Five Element Ninjas (1982)

Posted in Reviews by - February 18, 2016
Five Element Ninjas (1982)

A perennial favourite, particularly in the west where the film has gathered a cult following despite representing Chang Cheh‘s increasingly hokey, blood-drenched and downright bizarre 1980s output and the tail-end of Shaw Brothers’ kung fu movie dominance. Chang Cheh uses two of his Venoms cast – Lo Meng and latter-day Venom Ricky Cheng (the others were in Taiwan shooting another ninja film, Phillip Kwok’s Ninja in the Deadly Trap) – to lead his own studio-based slasher. The sets, coupled with the outlandish weapons and costumes, add to the overall artifice and cheapen the look of the film, whereas the script is almost non-existent. The film is a carnage-ridden death fest and features nothing like the rounded characters or intriguing story of Cheh’s earlier work. But that’s not to say it’s not enjoyable. The film excels in creating remarkably inventive ideas through Ricky Cheng’s choreography, which is almost pedantic in adhering closely to historic Japanese weaponry and form, with the names of individual weapons flashing up on screen – in a similar fashion to Lau Kar-leung‘s Legendary Weapons of China, released the same year even if the film reevaluates these traditions for its Chinese audience.

During a rival schools face-off between the angelic, white-robed Yen clan and the dastardly Kang school, a Japanese Samurai is defeated and performs seppuku. In the throes of death, he issues a challenge to the Yen clan from a legendary ninja master (Michael Chan) who plans of vengeful attack using his Five Element Ninjas, who are each masters of subterfuge in strange manifestations of wood, earth, fire, gold and water. The wood elements disguise themselves as trees, and ninja are propelled from the earth and glide on giant paddling water spiders – all of which is just as awesome as it sounds. The school is braced for the attack but the ninja are too strong and the students are slaughtered, apart from Ricky Cheng, who escapes and quickly engages in an underdeveloped subplot involving a Chinese ninja master and three other random pupils. Once the quartet have the elements sussed, they embark on their bloody quest for revenge.

In a display of typical Chang Cheh chauvinism, the only female in the film is an undercover ninja in a skimpy fishnet dress who acts as a seductive and manipulative thorn in the sides of the film’s heroic male protagonists. It’s the type of film where one of the fighters trips on his own entrails after being sliced through the guts. So you have been warned.

AKA: Chinese Super Ninjas; Super Ninjas

This post was written by
Editor and creator of Kung Fu Movie Guide and the host of the Kung Fu Movie Guide Podcast. I live behind a laptop in London, UK.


* YOUR OBJECTIVE: Start to finish, retype the entries exactly while omitting the pictures.
***** PROVIDED RECORDS *****
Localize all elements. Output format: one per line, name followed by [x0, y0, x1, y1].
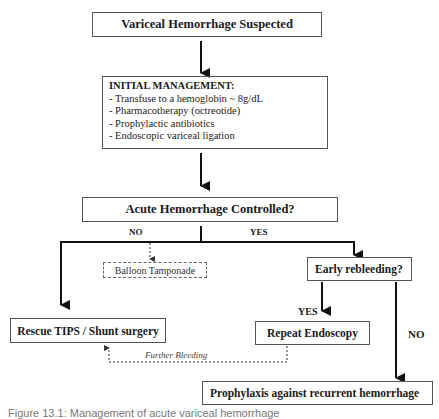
list-item: - Prophylactic antibiotics [109, 118, 321, 131]
initial-management-heading: INITIAL MANAGEMENT: [109, 80, 321, 93]
start-node-label: Variceal Hemorrhage Suspected [121, 17, 293, 32]
repeat-endoscopy-label: Repeat Endoscopy [267, 327, 358, 339]
rescue-tips-label: Rescue TIPS / Shunt surgery [17, 325, 159, 337]
list-item: - Pharmacotherapy (octreotide) [109, 105, 321, 118]
yes-branch-label: YES [250, 227, 268, 237]
early-rebleeding-node: Early rebleeding? [307, 257, 412, 281]
initial-management-node: INITIAL MANAGEMENT: - Transfuse to a hem… [102, 76, 328, 149]
prophylaxis-node: Prophylaxis against recurrent hemorrhage [202, 381, 433, 405]
list-item: - Endoscopic variceal ligation [109, 130, 321, 143]
rebleed-no-label: NO [408, 328, 425, 340]
initial-management-list: - Transfuse to a hemoglobin ~ 8g/dL - Ph… [109, 93, 321, 143]
rebleed-yes-label: YES [298, 306, 317, 317]
decision-controlled-node: Acute Hemorrhage Controlled? [82, 197, 338, 222]
decision-controlled-label: Acute Hemorrhage Controlled? [125, 202, 294, 217]
repeat-endoscopy-node: Repeat Endoscopy [255, 321, 370, 345]
start-node: Variceal Hemorrhage Suspected [92, 12, 322, 37]
balloon-tamponade-label: Balloon Tamponade [115, 265, 196, 276]
rescue-tips-node: Rescue TIPS / Shunt surgery [10, 318, 166, 343]
early-rebleeding-label: Early rebleeding? [315, 263, 403, 275]
prophylaxis-label: Prophylaxis against recurrent hemorrhage [210, 387, 419, 399]
no-branch-label: NO [129, 227, 143, 237]
figure-caption: Figure 13.1: Management of acute varicea… [8, 407, 280, 419]
balloon-tamponade-node: Balloon Tamponade [103, 262, 207, 278]
list-item: - Transfuse to a hemoglobin ~ 8g/dL [109, 93, 321, 106]
further-bleeding-label: Further Bleeding [145, 350, 207, 360]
*****
* RESPONSE AREA:
Localize all elements. Output format: one per line, name followed by [x0, y0, x1, y1].
list-item: - Prophylactic antibiotics [109, 118, 321, 131]
initial-management-heading: INITIAL MANAGEMENT: [109, 80, 321, 93]
start-node-label: Variceal Hemorrhage Suspected [121, 17, 293, 32]
repeat-endoscopy-label: Repeat Endoscopy [267, 327, 358, 339]
rescue-tips-label: Rescue TIPS / Shunt surgery [17, 325, 159, 337]
list-item: - Pharmacotherapy (octreotide) [109, 105, 321, 118]
yes-branch-label: YES [250, 227, 268, 237]
early-rebleeding-node: Early rebleeding? [307, 257, 412, 281]
initial-management-node: INITIAL MANAGEMENT: - Transfuse to a hem… [102, 76, 328, 149]
prophylaxis-node: Prophylaxis against recurrent hemorrhage [202, 381, 433, 405]
list-item: - Endoscopic variceal ligation [109, 130, 321, 143]
rebleed-no-label: NO [408, 328, 425, 340]
initial-management-list: - Transfuse to a hemoglobin ~ 8g/dL - Ph… [109, 93, 321, 143]
rebleed-yes-label: YES [298, 306, 317, 317]
decision-controlled-node: Acute Hemorrhage Controlled? [82, 197, 338, 222]
decision-controlled-label: Acute Hemorrhage Controlled? [125, 202, 294, 217]
repeat-endoscopy-node: Repeat Endoscopy [255, 321, 370, 345]
start-node: Variceal Hemorrhage Suspected [92, 12, 322, 37]
balloon-tamponade-label: Balloon Tamponade [115, 265, 196, 276]
rescue-tips-node: Rescue TIPS / Shunt surgery [10, 318, 166, 343]
early-rebleeding-label: Early rebleeding? [315, 263, 403, 275]
prophylaxis-label: Prophylaxis against recurrent hemorrhage [210, 387, 419, 399]
no-branch-label: NO [129, 227, 143, 237]
figure-caption: Figure 13.1: Management of acute varicea… [8, 407, 280, 419]
balloon-tamponade-node: Balloon Tamponade [103, 262, 207, 278]
list-item: - Transfuse to a hemoglobin ~ 8g/dL [109, 93, 321, 106]
further-bleeding-label: Further Bleeding [145, 350, 207, 360]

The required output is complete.